Ram Krishnan, Chief Commercial Officer at PepsiCo has a great blog called Ramalytics. He covers a breadth of topics, but often talks about AI as a way to elevate human capability, not replace it.

In the past, tech adoption was often efficiency-focused, like a digital production-line for the many tasks we need to complete to do our jobs as marketers. Like automation-based tools, AI can amplify efficiency. But it also offers more.

The paradigm shift requires us to think beyond the “doing more with less” approach of automation- or rules-based systems that helped us execute faster.

AI isn’t just something we can use; it’s something we can collaborate with.
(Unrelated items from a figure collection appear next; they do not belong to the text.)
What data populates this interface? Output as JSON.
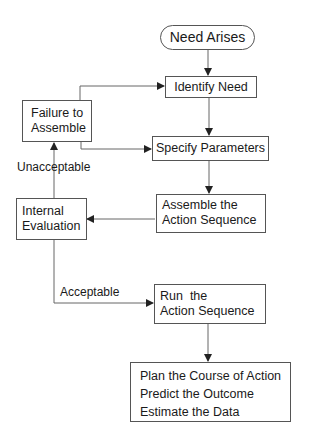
{
  "diagram": {
    "type": "flowchart",
    "nodes": {
      "start": {
        "label": "Need Arises",
        "shape": "rounded"
      },
      "identify": {
        "label": "Identify Need"
      },
      "specify": {
        "label": "Specify Parameters"
      },
      "assemble": {
        "lines": [
          "Assemble the",
          "Action Sequence"
        ]
      },
      "failure": {
        "lines": [
          "Failure to",
          "Assemble"
        ]
      },
      "evaluate": {
        "lines": [
          "Internal",
          "Evaluation"
        ]
      },
      "run": {
        "lines": [
          "Run  the",
          "Action Sequence"
        ]
      },
      "outcome": {
        "lines": [
          "Plan the Course of Action",
          "Predict the Outcome",
          "Estimate the Data"
        ]
      }
    },
    "edge_labels": {
      "unacceptable": "Unacceptable",
      "acceptable": "Acceptable"
    },
    "edges": [
      {
        "from": "start",
        "to": "identify"
      },
      {
        "from": "identify",
        "to": "specify"
      },
      {
        "from": "specify",
        "to": "assemble"
      },
      {
        "from": "assemble",
        "to": "evaluate"
      },
      {
        "from": "evaluate",
        "to": "failure",
        "label": "Unacceptable"
      },
      {
        "from": "failure",
        "to": "identify"
      },
      {
        "from": "failure",
        "to": "specify"
      },
      {
        "from": "evaluate",
        "to": "run",
        "label": "Acceptable"
      },
      {
        "from": "run",
        "to": "outcome"
      }
    ]
  }
}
Ram Krishnan, Chief Commercial Officer @ PepsiCo

That’s not something we could have said about marketing automation platforms, but is certainly true of AI.

Key takeaway:
Start involving a simple AI tool in your daily work and life. Choose any LLM and consult it about decisions you need to make. There’s no wrong choice: they’re all great.

Ask it to use frameworks you like (like jobs-to-be-done, or cost-benefit-analysis) to help you solve problems. Give it context and ask it for ideas, not just answers to your questions. Role-play with it by telling it to consult with you as if it were David Ogilvy or Ann Handley.
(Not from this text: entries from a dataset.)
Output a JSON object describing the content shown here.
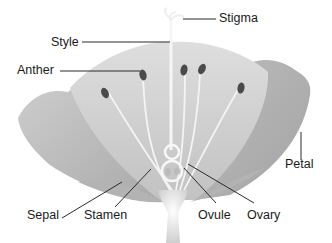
{
  "diagram": {
    "labels": {
      "stigma": "Stigma",
      "style": "Style",
      "anther": "Anther",
      "petal": "Petal",
      "sepal": "Sepal",
      "stamen": "Stamen",
      "ovule": "Ovule",
      "ovary": "Ovary"
    },
    "colors": {
      "petal_light": "#d6d6d6",
      "petal_mid": "#bdbdbd",
      "petal_dark": "#a6a6a6",
      "anther": "#4a4a4a",
      "filament": "#f2f2f2",
      "leader_line": "#2b2b2b"
    }
  }
}
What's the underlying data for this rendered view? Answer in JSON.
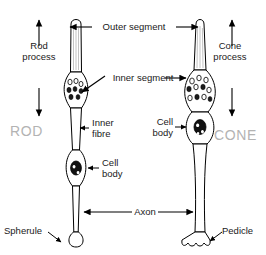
{
  "diagram": {
    "cells": [
      {
        "id": "rod",
        "name_label": "ROD",
        "process_label": "Rod\nprocess",
        "terminal_label": "Spherule"
      },
      {
        "id": "cone",
        "name_label": "CONE",
        "process_label": "Cone\nprocess",
        "terminal_label": "Pedicle"
      }
    ],
    "labels": {
      "outer_segment": "Outer segment",
      "inner_segment": "Inner segment",
      "inner_fibre": "Inner\nfibre",
      "cell_body_rod": "Cell\nbody",
      "cell_body_cone": "Cell\nbody",
      "axon": "Axon",
      "rod_process": "Rod\nprocess",
      "cone_process": "Cone\nprocess",
      "rod_name": "ROD",
      "cone_name": "CONE",
      "spherule": "Spherule",
      "pedicle": "Pedicle"
    },
    "colors": {
      "outline": "#000000",
      "label_text": "#1a1a1a",
      "cell_name_text": "#b3b3b3",
      "background": "#ffffff",
      "nucleus": "#111111"
    }
  }
}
3. TECH → Solve the Context Gap

The latest version of Scott Brinker’s Martech Map lists 15,000 martech tools.

Most of them don’t directly integrate with each other. And why would they? It’d be absurd to build that many integrations.

But it does mean that each time we’ve added a solution to our marketing stacks, we’ve also added a bit of a problem: there are big decision-making spaces between our tools. Currently, people fill those gaps with csv exports and vlookups.

But some AI tools are built to establish the missing context, bring structure to it, and act on that unified picture of the truth in real time.

Read more: My Co-Founder and Pixis CEO, Shubham Mishra, just published an article last week digging into the context gap.

Pixis, for example, can understand ad performance data from both Meta and Google in real time, and use that data to act as a strategic partner, hone targeting, adjust bids, optimize ad spend across channels, and even generate new creative to test.

Key takeaway:
When you’re looking at AI platforms, consider whether they simply replace an existing point-solution, or if they would help all your existing point solutions become exponentially more valuable by filling the context gaps between them.

To be clear, there’s nothing wrong with the former, but seeing the difference between incumbent replacement and system uniter can be helpful when you’re evaluating new tools.

Shift Your Lens, Then Your Stack

Early adopters of AI will have an advantage. But balance urgency with a thoughtful approach.

Specifically, you’ll need to shift your mindset away from thinking, “how do I automate tasks?” to, “how can I orchestrate outcomes?”

Break these questions down further into people, process and leave tech for last. With so many existing martech solutions on the market, and new AI-powered tools popping into existence every single day, it’s easier to first establish clarity on your context gaps. Then set about testing tools that might help stitch them closed.

Do that, and you’ll stop asking whether AI belongs in your strategy, and start asking which outcomes you’d like to unlock next.